Yes, there is still a lot more. i.e. ASIOSDK also has a big memory leak, and we can't change that, but that should be solved with the new Sound implementation (not using those ASIOSDK classes/functions.)

I think it makes sense to fix it in order to have a clean output when chasing more relevant leaks.

Are you planning to submit a PR for this issue? If so, that would be great and I'll assign it to you. It will hopefully be a non-controversial PR which can be merged quickly.

Yes, I just did a pull request, See #2618

pgScorpio commented 2 years ago

@dtinth

@pgScorpio Hello, thanks for the report on memory leaking issue. I'm the original author of the JSON-RPC code.

IMO this issue may not be a high impact one because the RPC server is initialized once and used throughout the lifetime of the process.

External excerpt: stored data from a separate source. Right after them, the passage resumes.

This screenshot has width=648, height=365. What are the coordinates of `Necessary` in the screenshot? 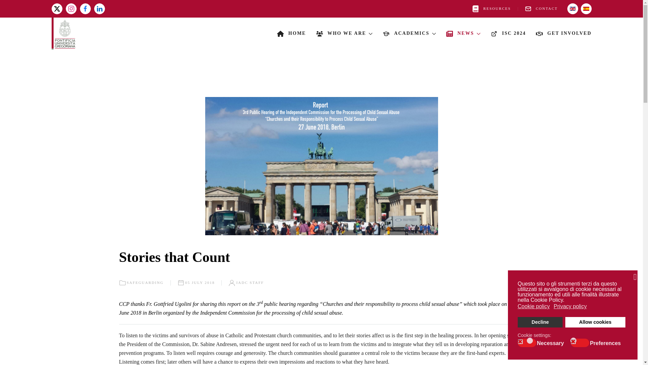 It's located at (552, 342).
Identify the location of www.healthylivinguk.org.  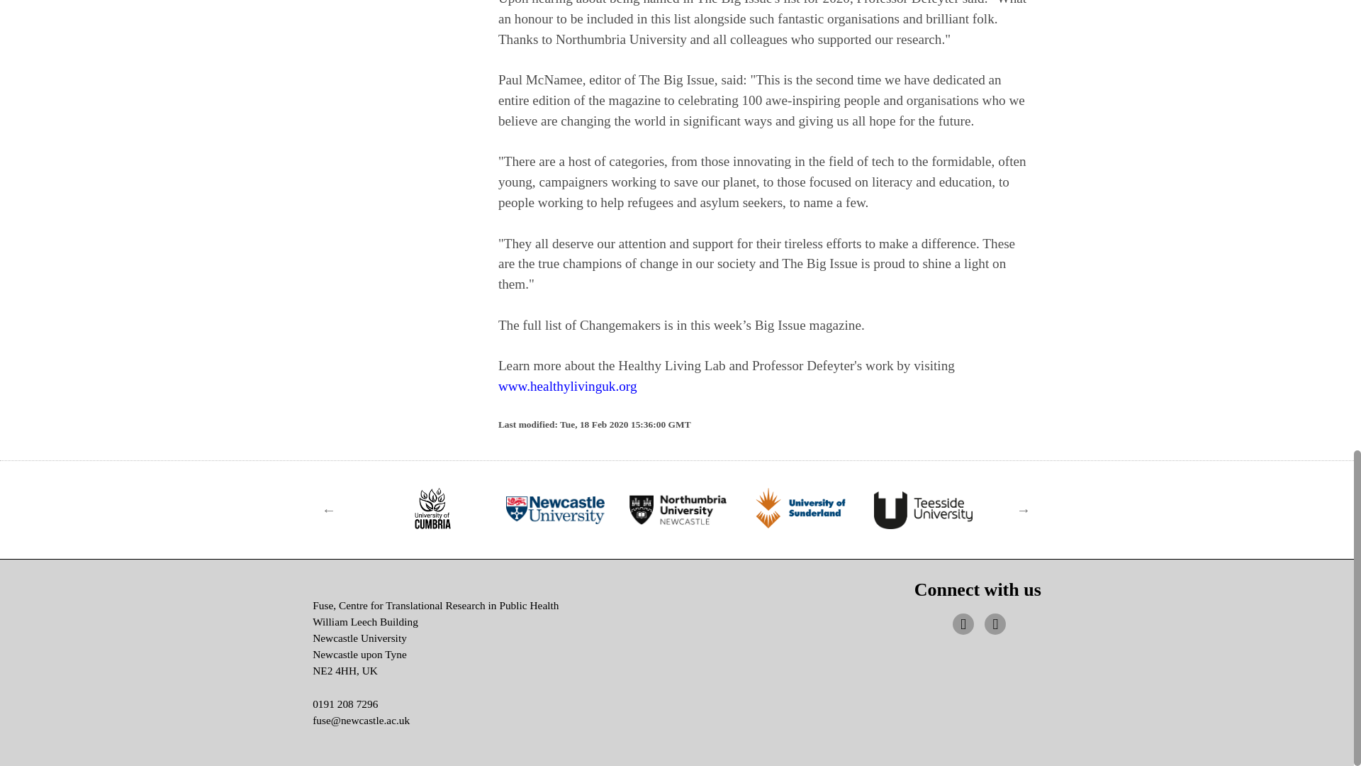
(567, 386).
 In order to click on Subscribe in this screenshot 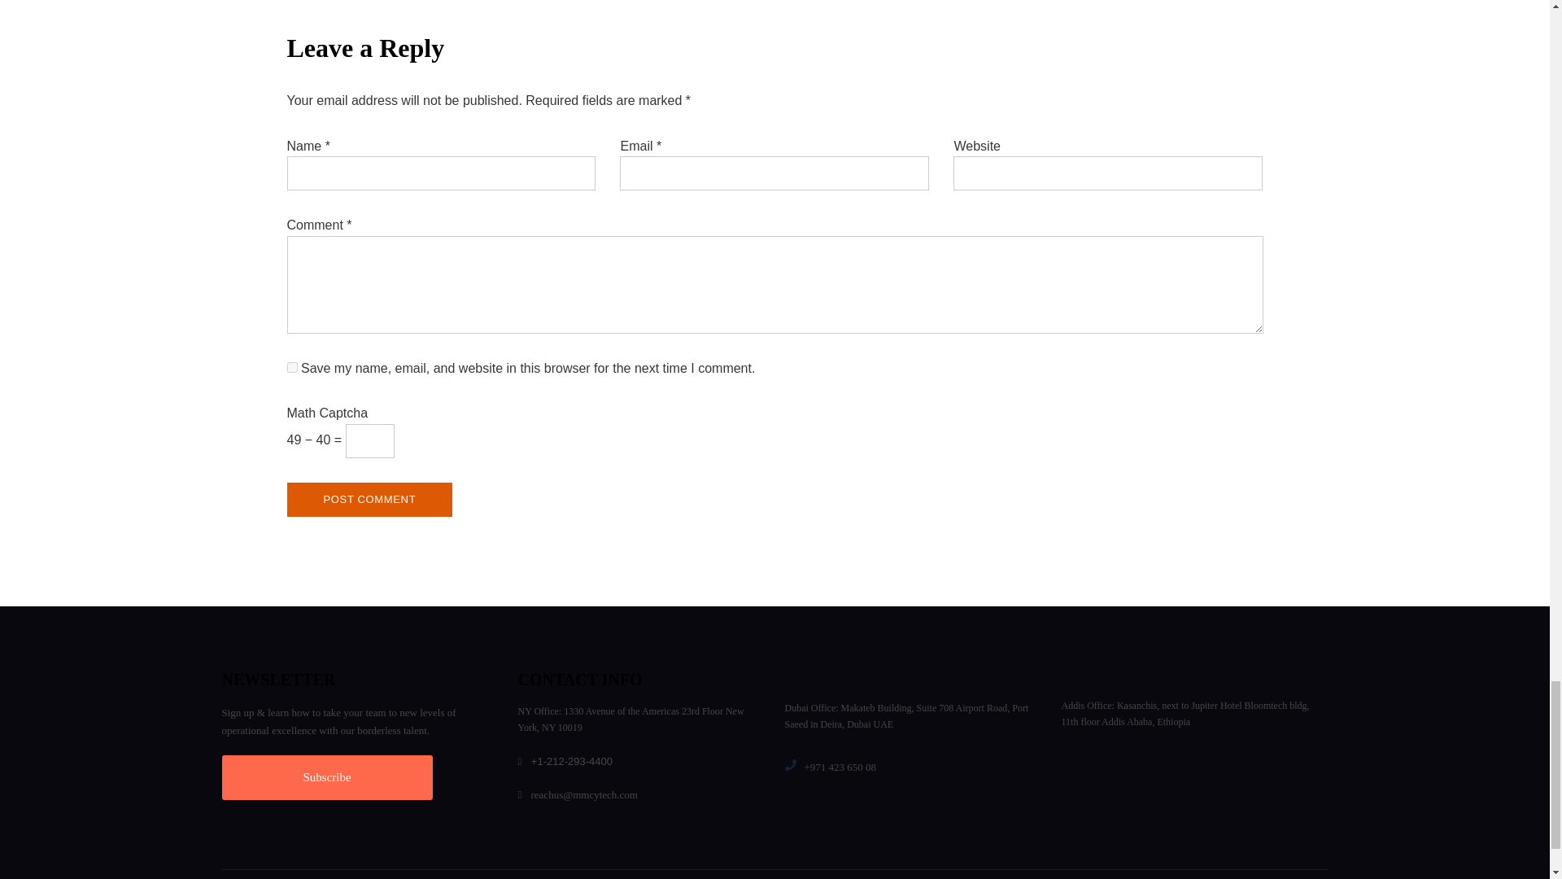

Still I agree that it is a memory leak nonetheless and it is better to have a cleaner output from memory profiler. Most of my programming background is in a garbage-collected language and so I forgot how to properly manage memory in C++ already 😂

Unfortunately C++ has no garbage collections and a memory leak is easily created....

On my first implementation, I allocated an RPC server directly on the stack, but after code reviews, it has been changed to use C++ smart pointers, and subsequently to use just the new keyword.

"using C++ smart pointers" ?? for ServerRpc and ClientRpc there wheren't pointers at all, just new...

I'm not sure how to properly deallocate objects when it went out of scope (similar to Go's defer) without using smart pointers, so if you can contribute a proper fix, I would appreciate it. 😄

Well deallocating objects when the went out of scope can only be done via a class where the destructor deallocates (And a smart pointer is such a class.)

The problem here is that they are created conditionally and so do not have a specific scope...

pljones commented 2 years ago

Moved to 3.9.1

pljones commented 2 years ago

Moving to 3.10.0.

pljones commented 1 year ago

Moving to Triage and removing milestone.

pljones commented 4 months ago

Closing as no activity in two years.